Melinda Vigh

Melinda Vigh is a PhD Candidate in Development Economics at the Vrije Universiteit Amsterdam and Tinbergen Institute in the Netherlands.

She took a break in her PhD to work as a researcher and research coordinator at the Amsterdam Institute for International Development between 2011-2015. During her work, she gained extensive experience in designing and conducting impact evaluation studies in Mozambique, Indonesia and Rwanda.

Her research focuses on program evaluation, specifically, of technology adoption. She enjoys doing empirical research to uncover statistical relationships present in the data, particularly when the findings can inform policymakers.

She also worked as a post-doctoral researcher at the Sustainable Development group at the DIW German Institute for Economic Research in Berlin between 2018-2019.

Working Papers

The complementarity of community-based water and sanitation interventions: evidence from Mozambique (2020), Tinbergen Institute Discussion Paper, with Chris Elbers and Jan Willem Gunning.

Intergenerational mobility, human capital accumulation, and growth in India (2018), WIDER Working Paper, with Roy van der Weide.

Picking Winners: Measuring the Effectiveness of Selectively Placed Policy Interventions (2017), Tinbergen Institute Discussion Paper, with Chris Elbers.

Effectiveness of Water and Sanitation Interventions: the One Million Initiative in Mozambique (2011), Tinbergen Institute Discussion Paper, with Jan Willem Gunning, Samuel Godfrey, Chris Elbers and Matteus van der Velden.

Investment under Risk with Discrete and Continuous Assets: Solution and Estimation (2009), Tinbergen Institute Discussion Paper, with Jan Willem Gunning and Chris Elbers.

Work in Progress

Household mobility as response to an extreme weather event: Insights from novel trajectory data, with Kati Kraehnert, Christian Knoth, Henning Teickner, Myagmartseren Purevtseren, Munkhnaran Sugar and Edzer Pebesma

PhD Thesis

Climbing the socioeconomic ladder (2020), VU University Amsterdam.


**What is being asked:**
All of the data goes into your copy exactly as written. Images do not.

*** Opening Material to process ***

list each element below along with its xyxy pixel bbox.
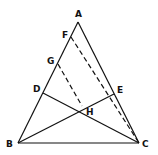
label-E: E <box>117 85 123 95</box>
dashed-segment-GH <box>58 64 82 106</box>
label-C: C <box>142 139 149 149</box>
segment-AB <box>18 22 78 143</box>
dashed-segment-FC <box>71 37 139 143</box>
label-B: B <box>6 139 13 149</box>
geometry-diagram: A B C D E F G H <box>0 0 158 155</box>
segment-AC <box>78 22 139 143</box>
label-G: G <box>47 56 54 66</box>
label-H: H <box>86 107 94 117</box>
label-D: D <box>33 84 40 94</box>
segment-DC <box>43 93 139 143</box>
segment-BE <box>18 94 114 143</box>
label-F: F <box>62 30 68 40</box>
label-A: A <box>75 9 82 19</box>
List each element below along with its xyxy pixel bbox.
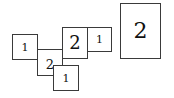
box-right-2: 2 <box>120 3 161 59</box>
box-label: 2 <box>134 20 148 42</box>
box-label: 1 <box>96 34 103 45</box>
box-label: 2 <box>69 34 80 52</box>
box-label: 1 <box>63 73 70 84</box>
box-upper-1: 1 <box>87 27 112 52</box>
box-label: 1 <box>22 42 29 53</box>
box-left-1: 1 <box>12 34 38 60</box>
box-bottom-1: 1 <box>53 65 79 91</box>
box-upper-2: 2 <box>62 27 88 59</box>
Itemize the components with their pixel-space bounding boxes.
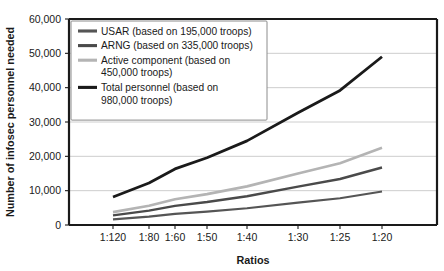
y-tick-label: 0	[55, 219, 61, 231]
y-tick-label: 40,000	[29, 81, 61, 93]
x-tick-label: 1:40	[237, 231, 258, 243]
y-tick-label: 30,000	[29, 116, 61, 128]
legend-label: Active component (based on	[101, 55, 230, 66]
chart-legend: USAR (based on 195,000 troops)ARNG (base…	[71, 21, 267, 120]
x-tick-label: 1:60	[165, 231, 186, 243]
x-tick-label: 1:50	[197, 231, 218, 243]
x-tick-label: 1:30	[288, 231, 309, 243]
x-tick-label: 1:120	[100, 231, 126, 243]
x-tick-label: 1:20	[372, 231, 393, 243]
y-tick-label: 10,000	[29, 184, 61, 196]
legend-label: 980,000 troops)	[101, 95, 172, 106]
line-chart: 010,00020,00030,00040,00050,00060,000 1:…	[0, 0, 444, 271]
legend-label: ARNG (based on 335,000 troops)	[101, 40, 253, 51]
chart-container: 010,00020,00030,00040,00050,00060,000 1:…	[0, 0, 444, 271]
y-tick-label: 50,000	[29, 47, 61, 59]
y-tick-label: 20,000	[29, 150, 61, 162]
legend-label: USAR (based on 195,000 troops)	[101, 26, 252, 37]
x-axis-title: Ratios	[237, 254, 270, 266]
legend-label: Total personnel (based on	[101, 82, 218, 93]
y-axis-title: Number of infosec personnel needed	[4, 27, 16, 217]
legend-label: 450,000 troops)	[101, 67, 172, 78]
x-tick-label: 1:25	[330, 231, 351, 243]
y-tick-label: 60,000	[29, 13, 61, 25]
x-tick-label: 1:80	[139, 231, 160, 243]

*** Closing Material to process ***

**Answer section:**
list each element below along with its xyxy pixel bbox.
label-E: E <box>117 85 123 95</box>
dashed-segment-GH <box>58 64 82 106</box>
label-C: C <box>142 139 149 149</box>
segment-AB <box>18 22 78 143</box>
dashed-segment-FC <box>71 37 139 143</box>
label-B: B <box>6 139 13 149</box>
geometry-diagram: A B C D E F G H <box>0 0 158 155</box>
segment-AC <box>78 22 139 143</box>
label-G: G <box>47 56 54 66</box>
label-H: H <box>86 107 94 117</box>
label-D: D <box>33 84 40 94</box>
segment-DC <box>43 93 139 143</box>
segment-BE <box>18 94 114 143</box>
label-F: F <box>62 30 68 40</box>
label-A: A <box>75 9 82 19</box>
List each element below along with its xyxy pixel bbox.
box-right-2: 2 <box>120 3 161 59</box>
box-label: 2 <box>134 20 148 42</box>
box-label: 1 <box>96 34 103 45</box>
box-label: 2 <box>69 34 80 52</box>
box-label: 1 <box>63 73 70 84</box>
box-upper-1: 1 <box>87 27 112 52</box>
box-label: 1 <box>22 42 29 53</box>
box-left-1: 1 <box>12 34 38 60</box>
box-bottom-1: 1 <box>53 65 79 91</box>
box-upper-2: 2 <box>62 27 88 59</box>
Itemize the components with their pixel-space bounding boxes.
y-tick-label: 0	[55, 219, 61, 231]
y-tick-label: 40,000	[29, 81, 61, 93]
x-tick-label: 1:40	[237, 231, 258, 243]
y-tick-label: 30,000	[29, 116, 61, 128]
legend-label: Active component (based on	[101, 55, 230, 66]
chart-legend: USAR (based on 195,000 troops)ARNG (base…	[71, 21, 267, 120]
x-tick-label: 1:60	[165, 231, 186, 243]
x-tick-label: 1:50	[197, 231, 218, 243]
x-tick-label: 1:30	[288, 231, 309, 243]
x-tick-label: 1:120	[100, 231, 126, 243]
x-tick-label: 1:20	[372, 231, 393, 243]
y-tick-label: 10,000	[29, 184, 61, 196]
legend-label: 980,000 troops)	[101, 95, 172, 106]
line-chart: 010,00020,00030,00040,00050,00060,000 1:…	[0, 0, 444, 271]
legend-label: ARNG (based on 335,000 troops)	[101, 40, 253, 51]
chart-container: 010,00020,00030,00040,00050,00060,000 1:…	[0, 0, 444, 271]
y-tick-label: 50,000	[29, 47, 61, 59]
y-tick-label: 20,000	[29, 150, 61, 162]
legend-label: USAR (based on 195,000 troops)	[101, 26, 252, 37]
x-axis-title: Ratios	[237, 254, 270, 266]
legend-label: Total personnel (based on	[101, 82, 218, 93]
y-axis-title: Number of infosec personnel needed	[4, 27, 16, 217]
legend-label: 450,000 troops)	[101, 67, 172, 78]
x-tick-label: 1:25	[330, 231, 351, 243]
y-tick-label: 60,000	[29, 13, 61, 25]
x-tick-label: 1:80	[139, 231, 160, 243]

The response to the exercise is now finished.